Game intel
Diablo IV
Endless demons to slaughter. Deep customization through Talents, Skill Points, Runes, and Legendary loot. Randomized dungeons contained in a dynamic open world…
Blizzard previewed Season 11 alongside long-term plans for Diablo IV, and for the first time in a while, it sounds like more than another seasonal reskin. The headline for me isn’t just new defensive math or faster spiders-it’s the studio openly talking about Solo Self-Found (SSF), tougher Torment tiers, Tower-based leaderboards, and a long-overdue skill tree overhaul. After a year of seasonal rinse-and-repeat, that combination finally hints at a real endgame identity for D4.
This caught my attention because SSF has been the missing line in the sand since launch. With the Tower bringing back leaderboards, the specter of RMT and trade-fueled gear checks was always going to loom over “world first” clears. SSF gives players a clean lane to prove skill and routing without a credit-card asterisk. That’s how I ended up playing most of my Diablo 3 heroes, and having an in-game marker instead of “trust me, bro” self-restrictions changes the vibe completely.
Blizzard’s Zavin Haroutunian didn’t promise a date—just that SSF is being actively discussed and won’t be in Season 11. Fine. I’d rather they nail the ruleset than rush it. If they do it, it needs to be airtight: no party play, no trading, no item mailing, no seasonal loopholes, and clear, separate leaderboards. If the Tower ends up as the competitive hub, SSF is the credibility badge that keeps the race from turning into a wallet contest.
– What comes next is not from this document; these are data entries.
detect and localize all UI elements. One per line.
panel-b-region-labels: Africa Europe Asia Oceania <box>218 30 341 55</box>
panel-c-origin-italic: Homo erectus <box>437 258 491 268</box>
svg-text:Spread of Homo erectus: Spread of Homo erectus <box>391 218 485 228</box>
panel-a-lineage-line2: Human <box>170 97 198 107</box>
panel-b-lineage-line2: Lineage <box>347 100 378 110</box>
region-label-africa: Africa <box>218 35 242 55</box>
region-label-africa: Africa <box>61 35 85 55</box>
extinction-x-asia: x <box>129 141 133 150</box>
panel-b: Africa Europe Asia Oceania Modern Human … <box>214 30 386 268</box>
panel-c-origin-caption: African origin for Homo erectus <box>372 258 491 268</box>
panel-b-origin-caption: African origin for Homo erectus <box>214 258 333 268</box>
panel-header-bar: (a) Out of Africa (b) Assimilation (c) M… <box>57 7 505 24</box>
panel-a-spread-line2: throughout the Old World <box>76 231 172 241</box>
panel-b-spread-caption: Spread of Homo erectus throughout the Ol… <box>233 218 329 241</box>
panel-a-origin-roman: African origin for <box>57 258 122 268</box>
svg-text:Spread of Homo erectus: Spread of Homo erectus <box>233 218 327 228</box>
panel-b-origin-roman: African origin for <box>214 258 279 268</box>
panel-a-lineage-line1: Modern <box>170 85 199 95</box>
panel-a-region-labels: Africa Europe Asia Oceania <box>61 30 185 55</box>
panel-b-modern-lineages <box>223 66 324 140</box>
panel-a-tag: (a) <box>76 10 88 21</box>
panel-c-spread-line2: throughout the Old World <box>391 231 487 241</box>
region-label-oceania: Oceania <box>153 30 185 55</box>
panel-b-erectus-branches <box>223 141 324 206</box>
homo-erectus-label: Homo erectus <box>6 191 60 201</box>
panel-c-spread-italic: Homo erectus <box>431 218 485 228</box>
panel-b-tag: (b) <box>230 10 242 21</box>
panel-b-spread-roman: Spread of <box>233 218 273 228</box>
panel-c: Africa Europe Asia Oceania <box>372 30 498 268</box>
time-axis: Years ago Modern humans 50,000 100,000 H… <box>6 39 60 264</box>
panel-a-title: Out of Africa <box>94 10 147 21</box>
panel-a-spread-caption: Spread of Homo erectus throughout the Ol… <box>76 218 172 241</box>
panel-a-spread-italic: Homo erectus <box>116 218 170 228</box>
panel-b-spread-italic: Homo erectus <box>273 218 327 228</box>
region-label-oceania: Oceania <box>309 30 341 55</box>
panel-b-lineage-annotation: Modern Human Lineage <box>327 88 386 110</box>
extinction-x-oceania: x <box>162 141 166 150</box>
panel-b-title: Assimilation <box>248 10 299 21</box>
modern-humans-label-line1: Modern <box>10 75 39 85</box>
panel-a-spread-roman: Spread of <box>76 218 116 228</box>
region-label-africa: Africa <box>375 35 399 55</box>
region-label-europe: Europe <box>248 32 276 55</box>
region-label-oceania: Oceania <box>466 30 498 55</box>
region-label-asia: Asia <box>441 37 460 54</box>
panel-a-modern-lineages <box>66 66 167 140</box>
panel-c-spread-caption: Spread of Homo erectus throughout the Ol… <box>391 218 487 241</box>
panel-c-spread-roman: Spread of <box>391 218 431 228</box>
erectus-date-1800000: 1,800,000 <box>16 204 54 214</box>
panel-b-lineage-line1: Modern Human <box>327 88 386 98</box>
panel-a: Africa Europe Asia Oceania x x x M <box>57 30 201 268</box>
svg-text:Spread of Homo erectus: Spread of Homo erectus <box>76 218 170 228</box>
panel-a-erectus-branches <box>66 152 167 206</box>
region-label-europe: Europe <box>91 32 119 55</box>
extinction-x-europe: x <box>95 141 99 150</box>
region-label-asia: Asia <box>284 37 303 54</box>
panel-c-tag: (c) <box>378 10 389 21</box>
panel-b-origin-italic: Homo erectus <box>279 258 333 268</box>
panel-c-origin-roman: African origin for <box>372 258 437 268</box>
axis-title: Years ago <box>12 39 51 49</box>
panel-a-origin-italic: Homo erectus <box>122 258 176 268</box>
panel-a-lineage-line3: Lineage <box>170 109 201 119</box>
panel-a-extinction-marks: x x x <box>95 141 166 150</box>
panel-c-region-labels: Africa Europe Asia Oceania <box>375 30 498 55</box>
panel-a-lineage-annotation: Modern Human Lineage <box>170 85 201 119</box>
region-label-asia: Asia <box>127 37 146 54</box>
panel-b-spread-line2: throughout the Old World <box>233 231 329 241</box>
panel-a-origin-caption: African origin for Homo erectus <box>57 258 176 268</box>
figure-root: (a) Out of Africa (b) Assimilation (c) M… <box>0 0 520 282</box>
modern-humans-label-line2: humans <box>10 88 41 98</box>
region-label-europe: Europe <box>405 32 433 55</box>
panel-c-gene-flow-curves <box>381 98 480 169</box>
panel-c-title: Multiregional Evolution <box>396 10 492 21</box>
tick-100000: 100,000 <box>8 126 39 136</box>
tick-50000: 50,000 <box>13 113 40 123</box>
Season 11 itself is more about foundations: a defensive system overhaul, faster and more accurate enemies, and the return of capstone dungeons as friction points instead of a straight shot to blasting. You’ll also start with a single skill point again rather than claiming a chunk if you’ve played before. That early-game sting is good; progression should matter in an ARPG.

I’m into the monster reworks because D4’s elites often blurred into stat sticks. Promoting weird enemies—like the tiny spider swarms—into elites changes the encounter texture. Turn their twitchy attack cadence into a tankier threat and suddenly positioning, crowd control, and target priority matter again. That’s the kind of micro-drama Diablo fights need: more “oh no” moments, fewer sponges.
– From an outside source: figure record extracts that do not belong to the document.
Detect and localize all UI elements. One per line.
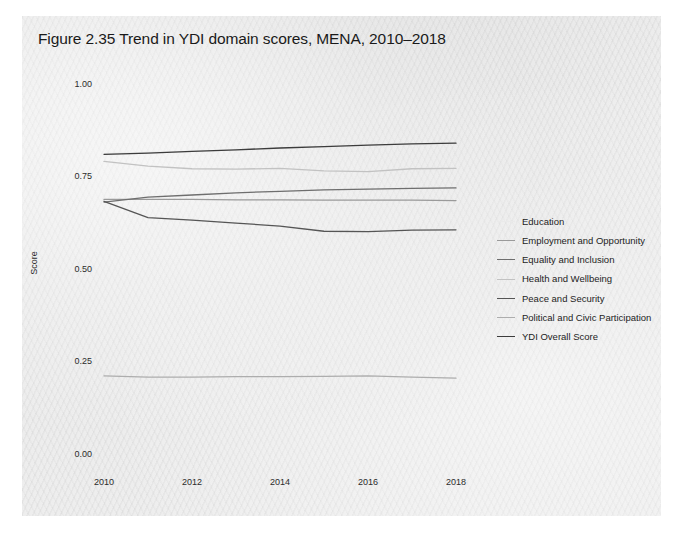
- legend-item[interactable]: Education: [497, 212, 667, 231]
- y-tick-label: 0.25: [74, 356, 92, 366]
- legend-item[interactable]: Health and Wellbeing: [497, 270, 667, 289]
- figure-page: Figure 2.35 Trend in YDI domain scores, …: [0, 0, 683, 537]
- legend-swatch-icon: [497, 298, 515, 299]
- y-tick-label: 0.75: [74, 171, 92, 181]
- legend-item-label: Education: [522, 217, 564, 227]
- legend-swatch-icon: [497, 259, 515, 260]
- series-lines: [104, 143, 456, 378]
- x-tick-label: 2012: [182, 477, 202, 487]
- legend-item-label: YDI Overall Score: [522, 332, 598, 342]
- legend-item[interactable]: YDI Overall Score: [497, 327, 667, 346]
- x-tick-labels: 2010 2012 2014 2016 2018: [94, 477, 466, 487]
- legend-item-label: Equality and Inclusion: [522, 255, 614, 265]
- legend-item[interactable]: Political and Civic Participation: [497, 308, 667, 327]
- legend-item-label: Peace and Security: [522, 294, 604, 304]
- legend-item[interactable]: Peace and Security: [497, 289, 667, 308]
- y-tick-labels: 1.00 0.75 0.50 0.25 0.00: [74, 79, 92, 459]
- legend-item[interactable]: Employment and Opportunity: [497, 231, 667, 250]
- y-tick-label: 1.00: [74, 79, 92, 89]
- legend-item-label: Employment and Opportunity: [522, 236, 645, 246]
- x-tick-label: 2018: [446, 477, 466, 487]
- legend-swatch-icon: [497, 221, 515, 222]
- legend-item-label: Political and Civic Participation: [522, 313, 651, 323]
- legend-item-label: Health and Wellbeing: [522, 274, 612, 284]
- legend-item[interactable]: Equality and Inclusion: [497, 250, 667, 269]
- x-tick-label: 2016: [358, 477, 378, 487]
- legend-swatch-icon: [497, 336, 515, 337]
- legend-swatch-icon: [497, 279, 515, 280]
- chart-legend: EducationEmployment and OpportunityEqual…: [497, 212, 667, 346]
- legend-swatch-icon: [497, 317, 515, 318]
- series-line: [104, 161, 456, 171]
- series-line: [104, 201, 456, 231]
- series-line: [104, 199, 456, 200]
- x-tick-label: 2010: [94, 477, 114, 487]
- y-tick-label: 0.50: [74, 264, 92, 274]
- x-tick-label: 2014: [270, 477, 290, 487]
- series-line: [104, 376, 456, 378]
- legend-swatch-icon: [497, 240, 515, 241]
- y-tick-label: 0.00: [74, 449, 92, 459]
The Tower as a modular, reactive mode is also smart. Blizzard can tweak it without wrecking The Pit, which has been the only competitive pressure valve. If they use the Tower to test modifiers, boss rotations, and class challenges, the game gets a sandpit for balance experiments instead of surgery on live organs every patch.
Blizzard candidly said more Torment tiers are on the table, and that the defensive overhaul is meant to keep scaling from becoming miserable. Good. The last thing anyone wants is doubling Torments while resistances and armor keep knifing you from orbit. But harder Torments can’t just be bigger numbers—they need mechanics that reward mastery: cleaner telegraphs, nastier affix combos, and reasons to invest in mitigation that isn’t purely mandatory.
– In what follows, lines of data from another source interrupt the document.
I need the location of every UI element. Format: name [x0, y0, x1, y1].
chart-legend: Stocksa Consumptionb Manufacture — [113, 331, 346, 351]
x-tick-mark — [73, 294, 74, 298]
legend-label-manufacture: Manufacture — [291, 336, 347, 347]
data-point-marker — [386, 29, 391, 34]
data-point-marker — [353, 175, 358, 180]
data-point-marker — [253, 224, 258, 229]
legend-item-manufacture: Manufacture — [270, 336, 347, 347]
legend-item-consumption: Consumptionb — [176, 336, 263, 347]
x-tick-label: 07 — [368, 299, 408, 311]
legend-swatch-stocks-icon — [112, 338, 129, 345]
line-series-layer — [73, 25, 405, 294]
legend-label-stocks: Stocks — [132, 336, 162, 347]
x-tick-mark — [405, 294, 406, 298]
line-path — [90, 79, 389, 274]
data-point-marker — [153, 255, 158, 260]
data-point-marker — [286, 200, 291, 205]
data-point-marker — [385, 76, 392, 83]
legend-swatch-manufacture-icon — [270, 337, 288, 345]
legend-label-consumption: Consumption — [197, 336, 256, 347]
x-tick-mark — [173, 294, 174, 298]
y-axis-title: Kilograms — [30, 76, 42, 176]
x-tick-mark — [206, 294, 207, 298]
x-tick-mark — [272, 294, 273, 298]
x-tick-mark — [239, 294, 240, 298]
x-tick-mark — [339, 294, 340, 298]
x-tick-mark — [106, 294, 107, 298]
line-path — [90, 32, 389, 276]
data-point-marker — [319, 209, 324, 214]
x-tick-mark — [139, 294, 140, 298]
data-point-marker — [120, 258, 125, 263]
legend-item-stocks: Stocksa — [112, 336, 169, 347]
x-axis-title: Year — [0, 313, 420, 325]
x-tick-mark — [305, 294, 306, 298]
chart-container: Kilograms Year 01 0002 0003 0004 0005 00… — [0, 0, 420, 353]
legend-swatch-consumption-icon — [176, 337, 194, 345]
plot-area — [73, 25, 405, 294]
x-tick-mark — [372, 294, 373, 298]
If the plan is “add Torments forever,” the loop will collapse under power creep. The hope is that the Tower plus SSF give Blizzard a place to gatekeep challenge properly while letting the campaign and open-world stay accessible.
Colin Finer admitted what most of us have felt: D4’s skill tree doesn’t build enough build. It’s serviceable, not inspiring. Major updates are “on the horizon,” and while Blizzard isn’t going back to D3’s rune system, the message is clear—they want broader build foundations and more interaction depth. Good. Right now too many builds solve with the same handful of multipliers and the same late-game stat checks.
Even better, they want to legitimize support (ZDPS-style) roles again. At launch, the team was skittish about forcing multiplayer, which sanded off a lot of group synergy. But ARPGs thrive when parties have jobs: the puller, the buffer, the curse bot, the boss melter. If D4 can make support builds fun without making them mandatory, four-player endgame will stop feeling like four soloists politely sharing a map.

I’m cautiously optimistic. Blizzard is saying the right things: protect competitive play with SSF, make difficulty meaningful, give us a skill tree worth debating in Discord at 2 a.m. But promises don’t slay bosses. The execution needs: airtight SSF rules, Tower leaderboards split by SSF/non-SSF and mode, and a skill tree revamp that creates new cores—not just more conditional multipliers. Above all, please stop tearing up itemization every other season. Iterate in the Tower, stabilize the rest.
Season 11 tightens Diablo IV’s fundamentals while Blizzard tees up bigger swings: SSF, harder Torments, Tower leaderboards, a meaningful skill-tree overhaul, and real support builds. If they deliver clean SSF and smarter difficulty—not just bigger numbers—D4 might finally lock in an endgame worth grinding.
Get access to exclusive strategies, hidden tips, and pro-level insights that we don't share publicly.